Archive for the ‘Gore Vidal’ Tag

Exiting Quagmires   2 comments

THERE IS NO GOOD OR ELEGANT WAY TO DO IT.

I hold myself to high standards.  For example, I strive to avoid engaging in rhetorical sniping.  I also seek to avoid falling into a double standard.  When, for example, someone with whom I usually agree fouls up, I admit it.  If someone with whom I rarely agree fouls up, I admit that, too.  I do not feel obligated to commit every thought I have to a weblog, but I am intellectually honest.  I try to be fair.

I also strive to honor the slogan of the great Pierre Elliott Trudeau:

Reason before passion.

Anyone who knows much about the late Canadian Prime Minister understands that he had plenty of reason in politics and passion in his private life.  That is another topic, though.

I pray for more reason and less passion in politics.  The world would be better off if people were more rational.

Speaking of reason:

I do not believe for a New York minute that, if Donald Trump had presided over the U.S. withdrawal from Afghanistan, the result would have been much different.  The timing would have been slightly earlier, but the terrible news unfolding would have been about the same.  I would not have excoriated him for it either.

I try to be consistent in my approach.

As I have written at this weblog, I reject all political cults of personality and no mere mortal is beyond reproach.  Sniping and emoting aside, President Biden deserves criticism for the mechanics of the U.S. withdrawal.  Yet he also deserves much credit for telling the blunt truth:  the United States military does not exist to engage in nation-building.

I have a long-standing opinion regarding attempts to “fix” foreign nations:  it is a foolish endeavor.  I came to this opinion in the middle 1990s, when I was an undergraduate at Valdosta State University, Valdosta, Georgia.  President Clinton had recently reinstalled the exiled Haitian President, Jean-Bertrand Aristide.  I became interested in the U.S. occupation of Haiti (1915-1934), its causes, and its aftermath.  So, I researched and wrote a paper for a course.  I noted that Haiti was stable while the U.S. military occupied the country, and that Haiti fell apart after the U.S. withdrawal.

Regardless of the country and the timeframe, a simple principle holds:  The people of a country are ultimately responsible for that country.  Foreigners can help that country, but they can never fix it.

I draw an applicable lesson from another failed bipartisan U.S. experiment, South Vietnam:  A corrupt government that does not command popular loyalty may have a large, well-armed army, but that army is no match for a force that commands popular loyalty.  Of the two choices, the corrupt government may be less odious to Westerners.  That corrupt government may be less odious, objectively.  But that corrupt government will ultimately fall to its terrible opponents.

I, being trained in historical methodology, ponder current events in Afghanistan through the lens of centuries of events.  Afghanistan has earned its nickname, the “graveyard of empires.”  The historical short term of U.S. foreign policy toward Afghanistan reaches back more than forty years.  I realize that this is not how most Americans think about the unfolding crisis in Afghanistan.  I recall Gore Vidal‘s wonderful term,

United States of Amnesia.

Somebody needs to have a historical memory, though.

President Biden finally pulled the bandage off, so to speak.  Somebody had to do it.  One of his three immediate predecessors should have done it.  One may legitimately–without sniping or engaging in partisan hackery–criticize how he did it.  But somebody had to pull the bandage off.  Somebody had to exit the quagmire.  This was a thankless and unpleasant task.

Sometimes the choices are all thankless and unpleasant.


Every entry must appear in the answer exactly as it does here.

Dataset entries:

= Beginning of Section =

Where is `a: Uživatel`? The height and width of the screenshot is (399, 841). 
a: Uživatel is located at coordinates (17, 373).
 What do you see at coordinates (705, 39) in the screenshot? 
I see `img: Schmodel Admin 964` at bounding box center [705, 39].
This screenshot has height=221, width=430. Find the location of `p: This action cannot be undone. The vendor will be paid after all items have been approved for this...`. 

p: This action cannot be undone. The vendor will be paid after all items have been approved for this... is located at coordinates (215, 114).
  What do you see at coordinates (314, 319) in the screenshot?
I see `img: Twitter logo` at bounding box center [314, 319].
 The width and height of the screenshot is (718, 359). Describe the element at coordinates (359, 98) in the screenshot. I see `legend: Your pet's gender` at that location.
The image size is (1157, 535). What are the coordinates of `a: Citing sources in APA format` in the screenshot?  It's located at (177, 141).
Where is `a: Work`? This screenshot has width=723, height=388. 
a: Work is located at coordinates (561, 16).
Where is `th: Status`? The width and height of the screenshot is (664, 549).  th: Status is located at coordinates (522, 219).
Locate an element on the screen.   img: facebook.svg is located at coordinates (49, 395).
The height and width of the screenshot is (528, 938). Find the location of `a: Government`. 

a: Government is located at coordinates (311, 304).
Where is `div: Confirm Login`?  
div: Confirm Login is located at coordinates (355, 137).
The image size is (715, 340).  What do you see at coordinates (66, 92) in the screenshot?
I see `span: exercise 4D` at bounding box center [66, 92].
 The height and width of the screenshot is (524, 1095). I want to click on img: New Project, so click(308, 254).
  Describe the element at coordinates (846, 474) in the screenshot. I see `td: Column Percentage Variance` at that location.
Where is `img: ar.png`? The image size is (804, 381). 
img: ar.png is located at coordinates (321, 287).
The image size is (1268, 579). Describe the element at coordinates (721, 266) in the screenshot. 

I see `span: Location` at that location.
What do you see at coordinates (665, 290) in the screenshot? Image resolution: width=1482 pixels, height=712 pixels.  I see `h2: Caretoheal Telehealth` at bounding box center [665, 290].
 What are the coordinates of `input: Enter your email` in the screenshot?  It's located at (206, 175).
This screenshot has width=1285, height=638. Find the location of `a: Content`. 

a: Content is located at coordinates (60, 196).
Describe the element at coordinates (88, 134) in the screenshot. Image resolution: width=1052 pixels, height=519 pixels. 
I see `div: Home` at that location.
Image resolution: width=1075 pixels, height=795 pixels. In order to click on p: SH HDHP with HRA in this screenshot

= End of Section =

SOLUTION TO THE EXERCISE =>
Where is `a: Uživatel`? The height and width of the screenshot is (399, 841). 
a: Uživatel is located at coordinates (17, 373).
 What do you see at coordinates (705, 39) in the screenshot? 
I see `img: Schmodel Admin 964` at bounding box center [705, 39].
This screenshot has height=221, width=430. Find the location of `p: This action cannot be undone. The vendor will be paid after all items have been approved for this...`. 

p: This action cannot be undone. The vendor will be paid after all items have been approved for this... is located at coordinates (215, 114).
  What do you see at coordinates (314, 319) in the screenshot?
I see `img: Twitter logo` at bounding box center [314, 319].
 The width and height of the screenshot is (718, 359). Describe the element at coordinates (359, 98) in the screenshot. I see `legend: Your pet's gender` at that location.
The image size is (1157, 535). What are the coordinates of `a: Citing sources in APA format` in the screenshot?  It's located at (177, 141).
Where is `a: Work`? This screenshot has width=723, height=388. 
a: Work is located at coordinates (561, 16).
Where is `th: Status`? The width and height of the screenshot is (664, 549).  th: Status is located at coordinates (522, 219).
Locate an element on the screen.   img: facebook.svg is located at coordinates (49, 395).
The height and width of the screenshot is (528, 938). Find the location of `a: Government`. 

a: Government is located at coordinates (311, 304).
Where is `div: Confirm Login`?  
div: Confirm Login is located at coordinates (355, 137).
The image size is (715, 340).  What do you see at coordinates (66, 92) in the screenshot?
I see `span: exercise 4D` at bounding box center [66, 92].
 The height and width of the screenshot is (524, 1095). I want to click on img: New Project, so click(308, 254).
  Describe the element at coordinates (846, 474) in the screenshot. I see `td: Column Percentage Variance` at that location.
Where is `img: ar.png`? The image size is (804, 381). 
img: ar.png is located at coordinates (321, 287).
The image size is (1268, 579). Describe the element at coordinates (721, 266) in the screenshot. 

I see `span: Location` at that location.
What do you see at coordinates (665, 290) in the screenshot? Image resolution: width=1482 pixels, height=712 pixels.  I see `h2: Caretoheal Telehealth` at bounding box center [665, 290].
 What are the coordinates of `input: Enter your email` in the screenshot?  It's located at (206, 175).
This screenshot has width=1285, height=638. Find the location of `a: Content`. 

a: Content is located at coordinates (60, 196).
Describe the element at coordinates (88, 134) in the screenshot. Image resolution: width=1052 pixels, height=519 pixels. 
I see `div: Home` at that location.
Image resolution: width=1075 pixels, height=795 pixels. In order to click on p: SH HDHP with HRA in this screenshot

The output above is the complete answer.